CS 347: Computer Organization II (Digital Logic)
Fall, 2002

Electronic materials: Lecture Slides (Power Point)
Overview PLAs and decoders Counters and shift registers
Codes Encoders and multiplexers Analog digital conversion
Gates and transistors Comparators, adders, and ROM Random access memory
Combinational logic Latches, flipflops, sequential PLAs Computer architecture
Hardware description Sequential machines
Exercise suggestions
Last quarter's midterm     (Solutions)
Last quarter's final
  This quarter's midterm
  This quarter's final
Grade matrix

Course overview:
 
      The preceding course, Computer Organization I, emphasizes instruction set architecture and assembly language. This course deals with the underlying hardware that supports a computer instruction set. Where the instruction set manipulates bits and bytes, the hardware manipulates corresponding voltage and current levels. The primary expected outcome is that the student understand how to construct digital logic designs for machines that approach a computer in complexity. We follow that textbook author's topic selection, which starts with elementary AND and OR circuits and then proceeds to more capable building blocks.
 
      After an initial review of number systems and codes, we investigate the electrical properties of semiconductors that underlies the binary world of logic design. This study culminates with an abstraction called a gate, which is an electronically controlled switch. We then study how to assemble gates into felicitous combinations that realize intermediate level functions, such as encoders and multiplexers. Finally, time permitting, we show how to assemble deploy these devices to implement the memory, logical and arithmetical operations, and sequence control of a computer instruction set.
 
      This is the art of digital logic design, which supports two main branches: combinational circuits and sequential circuits.
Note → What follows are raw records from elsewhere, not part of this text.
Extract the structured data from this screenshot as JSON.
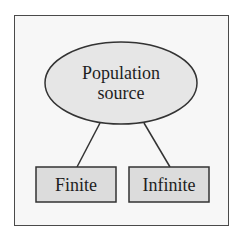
{
  "diagram": {
    "title": "",
    "root": {
      "shape": "ellipse",
      "label_lines": [
        "Population",
        "source"
      ],
      "fill": "#e6e6e6",
      "stroke": "#333333"
    },
    "children": [
      {
        "shape": "rectangle",
        "label": "Finite",
        "fill": "#dcdcdc",
        "stroke": "#333333"
      },
      {
        "shape": "rectangle",
        "label": "Infinite",
        "fill": "#dcdcdc",
        "stroke": "#333333"
      }
    ],
    "edges": [
      {
        "from": "Population source",
        "to": "Finite"
      },
      {
        "from": "Population source",
        "to": "Infinite"
      }
    ],
    "colors": {
      "frame_border": "#4a4a4a",
      "frame_fill": "#f7f7f7",
      "node_fill": "#dcdcdc",
      "ellipse_fill": "#e6e6e6",
      "line": "#333333",
      "text": "#1e1e1e"
    }
  }
}
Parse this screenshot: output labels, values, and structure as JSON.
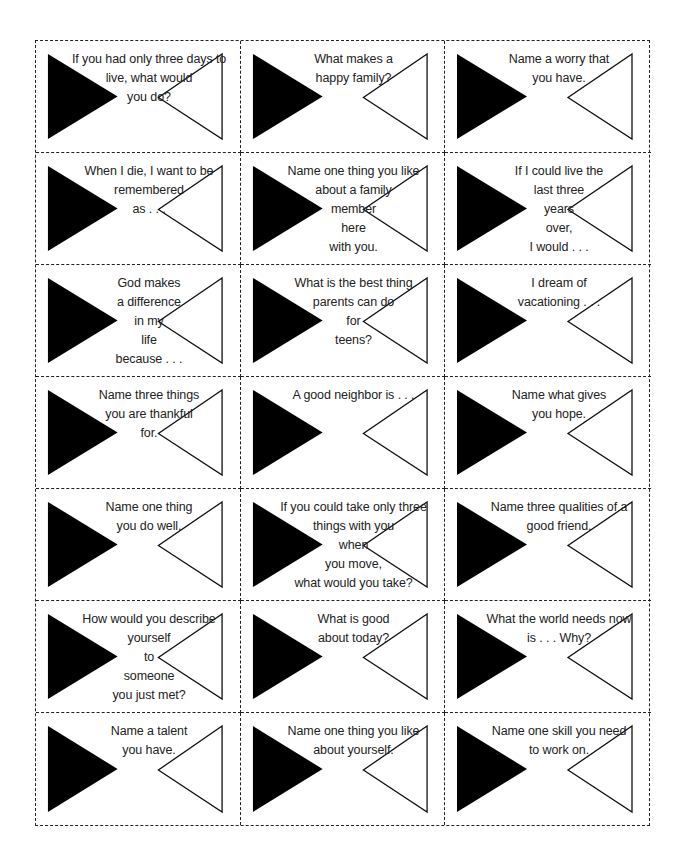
{
  "page": {
    "layout": {
      "columns": 3,
      "rows": 7
    },
    "colors": {
      "border": "#222222",
      "filled_triangle": "#000000",
      "outline_triangle": "#ffffff",
      "text": "#222222"
    }
  },
  "cards": [
    {
      "lines": [
        "If you had only three days to",
        "live, what would",
        "you do?"
      ]
    },
    {
      "lines": [
        "What makes a",
        "happy family?"
      ]
    },
    {
      "lines": [
        "Name a worry that",
        "you have."
      ]
    },
    {
      "lines": [
        "When I die, I want to be",
        "remembered",
        "as  .  .  ."
      ]
    },
    {
      "lines": [
        "Name one thing you like",
        "about a family",
        "member",
        "here",
        "with you."
      ]
    },
    {
      "lines": [
        "If I could live the",
        "last three",
        "years",
        "over,",
        "I would  .  .  ."
      ]
    },
    {
      "lines": [
        "God makes",
        "a difference",
        "in my",
        "life",
        "because  .  .  ."
      ]
    },
    {
      "lines": [
        "What is the best thing",
        "parents can do",
        "for",
        "teens?"
      ]
    },
    {
      "lines": [
        "I dream of",
        "vacationing  .  .  ."
      ]
    },
    {
      "lines": [
        "Name three things",
        "you are thankful",
        "for."
      ]
    },
    {
      "lines": [
        "A good neighbor is  .  .  ."
      ]
    },
    {
      "lines": [
        "Name what gives",
        "you hope."
      ]
    },
    {
      "lines": [
        "Name one thing",
        "you do well."
      ]
    },
    {
      "lines": [
        "If you could take only three",
        "things with you",
        "when",
        "you move,",
        "what would you take?"
      ]
    },
    {
      "lines": [
        "Name three qualities of a",
        "good friend."
      ]
    },
    {
      "lines": [
        "How would you describe",
        "yourself",
        "to",
        "someone",
        "you just met?"
      ]
    },
    {
      "lines": [
        "What is good",
        "about today?"
      ]
    },
    {
      "lines": [
        "What the world needs now",
        "is  .  .  .  Why?"
      ]
    },
    {
      "lines": [
        "Name a talent",
        "you have."
      ]
    },
    {
      "lines": [
        "Name one thing you like",
        "about yourself."
      ]
    },
    {
      "lines": [
        "Name one skill you need",
        "to work on."
      ]
    }
  ]
}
Each branch occupies several chapters in the text. There is certainly more material in the text than the ten-week term can accommodate. We will proceed linearly as far as possible. Upon finishing the text, you will able to start the design of a functional computer, a task that is taken up in more detail in the next course, CS 420.
 
      Parallel programming appears as a common thread throughout the development because it is the nature of hardware to proceed in parallel to a stable configuration of node voltages across an entire circuit. An important course component is the treatment of hardware design languages that capture this parallel activity. In addition to gate-level solutions, most designs in the text also provide ABEL (Advanced Boolean Equation Language) and VHDL (Very high speed integrated circuit Hardware Description Language) solutions. Distributed with the text is a CD that contains simulators for these languages. Although we will not have time to investigate these resources in the course, I encourage you to experiment with them. 
 
      I will suggest exercises that you should attempt to help your mastery of the material. I will provide solutions if requested in class. Even if not asked, I will discuss those exercises that are helpful in the lecture context. I anticipate that class presentation of some fraction of the exercises will occupy about one-third of the lectures. The exercises will not enter into the grading formula.